MacDougal snippet Christmas 1871, part 2
Ross and Amelia MacDougal have just married in person, replacing the contract she’d signed before coming West.
“What’s this?”
Ross took the heavy object from Amelia’s hands. It felt like a book wrapped in thick white cloth, now yellowish with age. A leather strap kept it closed.
“My family Bible. For some reason it was hidden in my father’s library. I finally found it right before I came west. I didn’t have time to look inside. I started looking for it when you told me about arranging a real marriage ceremony and found it last week.”
“You haven’t looked inside?”
She shook her head. “Never. Mother only spoke of her family once, telling me her father had wanted to erase her wild grandmother from the family Bible. That’s the only reason I knew about it.”
Ross had seen the MacDougal family Bible every Sunday, when his father would read from it after supper. He’d never dared to open it himself, but Louisa once told him that all their names were in it, back centuries. It gave him some comfort to know he was important enough to be part of the family history, no matter how they treated him. But this was Amelia’s family.
He held it out. “You should open it.”
“Let’s do it together.”
He set the heavy book on the table by the fire. The leather strap had not been oiled in some time and resisted. He took his time, easing it through the metal buckle. He moved it close to Amelia so she could open the linen covering.
Her face glowed in the lamplight. She ran her fingers over the material, looking for an edge.
“It’s sewn shut. I need my scissors from downstairs.”
She’d barely finished saying the words when Ross handed her a thin blade.
“You wore your knives during our wedding?”
“A man never knows when he’ll need to unsheathe his blade.” She rolled her eyes at his suggestive comment.
“You unsheathed it so often that I don’t have any lap left.” She grumbled the words but used the knife to slice the threads. She set it down and it disappeared just as quickly.
Amelia folded the linen back to reveal the thick, leather-bound Bible.

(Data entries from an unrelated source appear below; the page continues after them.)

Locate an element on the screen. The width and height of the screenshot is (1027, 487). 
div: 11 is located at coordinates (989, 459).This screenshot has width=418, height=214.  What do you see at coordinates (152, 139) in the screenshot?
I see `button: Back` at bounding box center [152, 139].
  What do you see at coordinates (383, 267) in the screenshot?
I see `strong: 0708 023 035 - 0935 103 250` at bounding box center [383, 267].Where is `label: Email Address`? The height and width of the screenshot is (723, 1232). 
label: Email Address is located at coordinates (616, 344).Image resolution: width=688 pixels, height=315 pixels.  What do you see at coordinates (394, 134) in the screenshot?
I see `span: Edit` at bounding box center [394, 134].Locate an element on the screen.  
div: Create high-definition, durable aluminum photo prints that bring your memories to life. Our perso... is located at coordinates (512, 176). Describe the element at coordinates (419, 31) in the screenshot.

She placed both her hands in her lap and stared at it.
“Aren’t you going to open it?”
“What if there’s a good reason why my father hid it away?”
“Other than he didn’t want anything to do with your mother’s family?”
Amelia looked at him with a frown. “What if there was something horrid in my family, something that my children could inherit.”
“Like madness or some vile disease?”
She nodded.
“Isn’t it better to know about it, than to wonder?”
Amelia looked back at the book. She stared at it for a few moments. Finally, she sighed, lifted a trembling hand and opened the cover.
“Sixteen-fifty,” she breathed. “Over two hundred years of my family is in here.” She turned the pages as if they were made of gold foil, delicate and irreplaceable. Rows and rows of names and dates. She kept turning until she came to empty lines.
“Amelia Esther Smathers. That’s me, at the bottom! And on the line above, here’s Prudence Letitia Smathers.”
Her smile faded. She turned to him and swallowed hard. “There’s another baby on the line. William Leander Smathers. They have the same birthday. William’s death is recorded two days later.”
“Your sister had a twin brother.”
Something cold ran down Ross’s spine. He was a big man, as were all MacDougal men. Amelia was tiny. You never knew if a woman would die in childbirth, though chances were higher if she survived the first birth. What if Amelia, whose belly was already bigger than expected, carried two babies?
What if he lost Amelia and both babies? He gulped as the cold radiated to the tips of his hands, feet, and skull. Just because her mother had twins, didn’t mean she would.
“There’s more,” continued Amelia in a hollow voice. “My mother was a twin, and she had twin brothers, though one of those died after a few weeks.”